Kenneth James William Turner – Légion d’Honneur

7th Tank Regiment

Légion d’Honneur

Ken Turner didn’t need reminding of the Second World War – the Normandy veteran had a piece of shrapnel which was lodged in his neck for more than 60 years that he proudly displayed in his living room.

The metallic nut was among the pieces from the radio operator’s own blown-up American built Stuart Mk3 tank which struck him following a Nazi bombing raid in northern France.

He survived the blast and all shrapnel, except the nut was removed from his body. Army doctors deemed it too close to an artery to remove.  At the turn of the century a consultant agreed he could remove it.

“I thought ‘what do I do with it now?’,” the 94-year-old said at the time, “And the only good idea seemed to be to get it placed in a display box which I could have in my living room.

“It is a reminder of the war and two men in my tank team who did not survive that blast.” He said.

Ken Turner who was chair of Bristol Normandy Veterans – volunteered to join the Young Soldiers Battalion of the Kings Royal Rifle Corps in 1941 to escape an unhappy upbringing at the age of 16, passing himself off as an 18-year-old.

In 1944, on June 18, 12 days after D-Day, Ken Turner arrived in Normandy with the 7th Royal Tank Regiment – to carry out daring reconnaissance missions behind enemy lines.
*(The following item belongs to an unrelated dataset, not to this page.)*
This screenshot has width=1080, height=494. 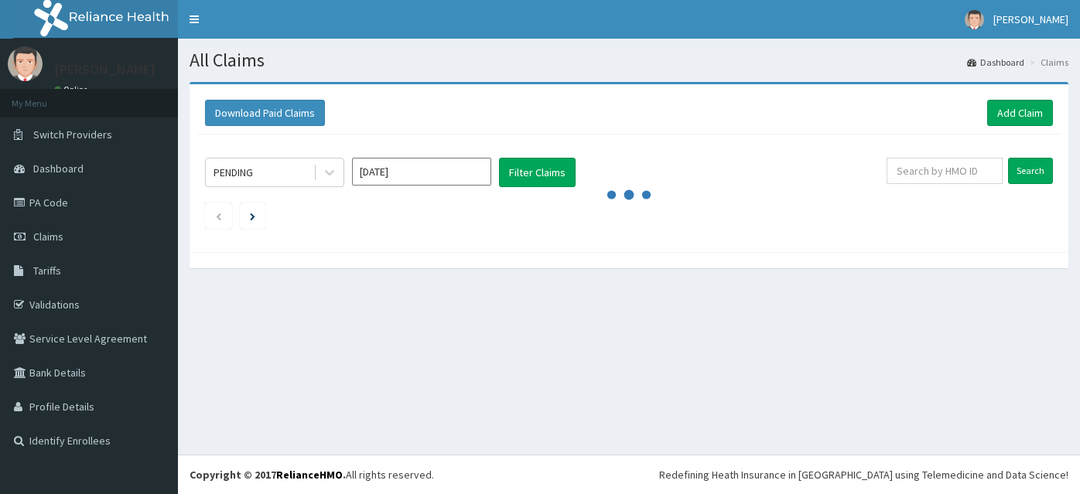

Using the high-speed Stuart Mk3 tank, he and his two-man team would go on night patrols into enemy-held villages and towns to gather information, sometimes capturing unaware German infantry. But sadly the missions for Ken Turner, a lance corporal in the regiment, came to an end, his luck was only going to last so long. And on July 17, less than a month after arriving in Normandy, his war in France was to come to an end.

On the night of July 17th he and his crew took a rest, he and his team drove the tank next to a battery of cannons and got out for a wash. A German bomber disguised as an Allied plane with landing lights targeted the cannons and got a direct hit on Ken Turner’s tank, blasting it to pieces. One of his crew died instantly, another died later from his wounds.

Ken Turner said later,  “The bomb blew my tank to smithereens – my two crew members were killed; how the hell I escaped with only injuries I will never know”.